Fun fact: Data transfer fees are mostly unidirectional i.e. only data that is going out of an AWS service is subject to data transfer fees.
Release Unattached Elastic IP Addresses
A simple cost reduction exercise that should be added to any cost control policy; EIPs are free of charge until they are unattached.
Fun fact: EIPs will also incur a charge if the instance they are attached to is not running.
- Establish data lifecycle policies
In addition to protecting valuable data by enforcing a regular backup schedule, using data lifecycle policies will reduce storage costs by deleting outdated backups. After all, if you don’t manage your data properly it will just keep growing and you will keep repaying in perpetuity for data which is of no value to you.
Two obvious data candidates which are just begging for lifecycles management are EBS snapshots and our old friend, the S3 bucket. You can use Amazon Data Lifecycle Manager to automate EBS snapshot lifecycles. Subsequent snapshots are incremental so generally take up very little storage. When it comes to S3 data cost control, using intelligent tiering goes a long way to ensure you pay less for infrequently accessed data. But you can also set S3 Lifecycle rules to limit the number of versions of an object which are retained to achieve further storage savings. If you are feeling particularly destructive, you can even setup a policy to remove data after a certain period has elapsed. Do, you really need to keep those dev environment logs for more than 7 days? Come on, give them up. You can do it!
- Remove zombie resources
One of the biggest drains on your AWS bill is continuing to run unused resources that are billed continuously. This may seem staggering obvious. But it is not always clear in a large cloud estate which resources are not in use. It would be highly beneficial to devise a scripted solution for removing out of use or dormant components in AWS. For example; EC2 instances which are providing no benefit, idle or unused load balances, idle RDS instances, unattached EBS volumes, un-associated elastic IP addresses etc etc. Defining a policy which sets out a clear definition of what constitutes a zombie resource is key to keeping your estate cost efficient. Not only do these unused resources cost money, but they will impact on your ability to scale within an AWS account. If left unchecked, zombie resources may cause you to hit hard quota limits for some AWS services. You may think there is no chance of that happening now, but what about in 12 months? Or 5 years? Don’t wait until you hit hard limits to solve the problem.
For each of these cost control standards, it will also be useful to define additional metadata which supports the management of each cost standard. For example:
Description: Provide a detailed description of the cost standard so it is clear exactly what is in scope and what it is supposed to achieve.

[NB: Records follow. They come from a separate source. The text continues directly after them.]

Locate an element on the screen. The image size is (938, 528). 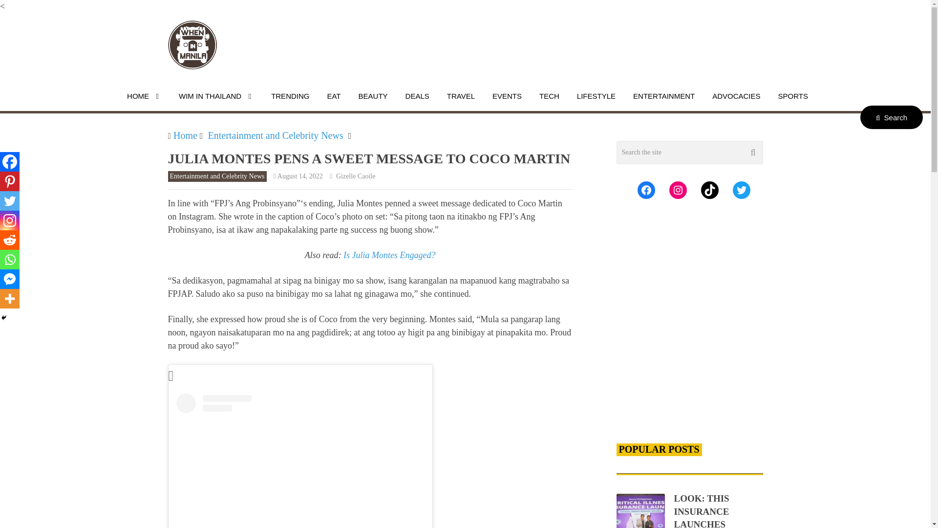
Posts by Gizelle Caoile is located at coordinates (355, 176).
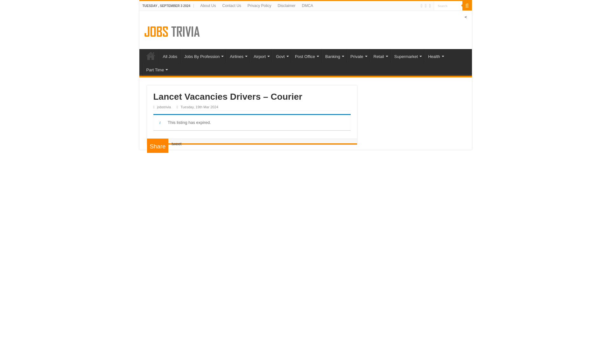  What do you see at coordinates (308, 6) in the screenshot?
I see `DMCA` at bounding box center [308, 6].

Discovery method: What tool or system will you use as a reliable and repeatable method to report on which components fall in scope of your cost standard? This might be an AWS native system such as Trusted Advisor, or your own bespoke automated solution.
Resolution method: What mechanism is used to purge the items which you have discovered? Outline the solution which resolves findings. We’ll hear more on this subject in subsequent postings for this groups of articles.
Report location and method: Ensure everyone knows how costs savings are reported on and where the data can be found. This is critical to ensure that everyone can see what a great job you are doing at saving your organisation money!
So there you have it. this is not an exhaustive list of cost control standards by any means — you’ll find more depending on the services you are using of course. It is much easier to identify and measure your cost savings efforts if you have clear cloud cost control standards to hold yourself and your fellow cloud users to. Thanks for reading!
Part 2 will follow soon. We will examine practical and automated methods of using native AWS systems for cost control.